If you want a good evaluation of side-to-side differences in functionality and strength, try holding onto the overhead bar with only one hand, straight up from your shoulder, instead of two.

Click here for a video.

#2: Passive hamstring stretches - lay on back, grab one ankle, try to relax both hamstring being stretched _and_ the leg on the ground. I always thought I didn't need to do these since I could do splits and otherwise demonstrate good flexibility - but I was wrong, and these help.

#3: Cossacks - the Cossack sequence shown in Super Joints - the third part is an excellent hip flexor stretch

#4: Four Plane Neck Rotations

NB: Today, I'm busy - two performances of a show at my wife's school in the morning, home to teach five private lessons, then another performance this evening.

2 PM:

#5 Crane Frolic Qigong interspersed with hip circles, and using my own Crane Pistol in which a bodyweight pistol is inserted into one of the movements.

Thursday, January 19, 2012

Variety Day

Rolling heels over head

FMS upper body only rolls w/ 18 kg partial getups, 3 each side.

24: windmill, 3 each side

18: snatch, 30L+30R in about 3:00

My First Blog Post

From "Enter The Kettlebell" by Pavel Tsatsouline, Page 82:

"I was walking in the officers’ quarters with a Marine friend who had just returned from a tour in Fallujah. We had just worked out and had our shorts on. A passing-by jarhead buddy of his joked, “Are those your legs, or are you riding a chicken?!” Fighting men ride chickens (they don’t eat them). Got a problem with that?"

Ladies and Gentlemen,

I am not a fighting man but I choose to ride chickens, to be strong and thin. A few months shy of my 57th birthday, I also want to be healthy in every way possible.
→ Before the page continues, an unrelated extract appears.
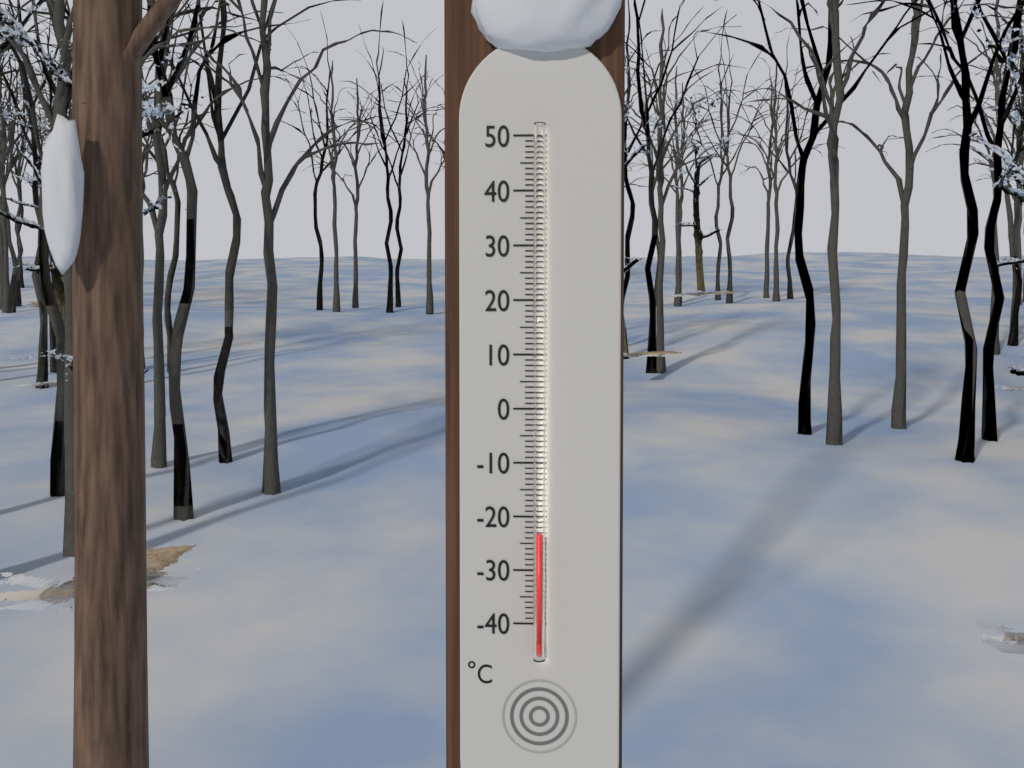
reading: -23 °C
Having received my first kettlebell and a copy of "The Russian Kettlebell Challenge" book and VHS video in 2001, I have been an RKC since 2003 and an RKC Team Leader since 2010. Along the way I've earned several gold medals and world records at AAU powerlifting meets in the 45-49 and 50-54 year old, 67.5 kg (148 lb.), raw class. I still weigh within 10 lbs. of what I weighed in high school and I intend to keep it that way.

A few weeks ago, I began another trip through the Rite of Passage in Pavel's "Enter The Kettlebell," a program that couldn't be simpler. Last weekend, I performed 5 ladders of 1-2-3 in the 24 kg kettlebell military press, supersetted with the same number of pullups with a 24 kg kettlebell hanging from my foot.

Going forward, I will attempt to post a summary of my training for anyone interested in following along. Today is Thursday, January 19, 2012, a "variety" day in my program. Another blog entry to follow about today's training.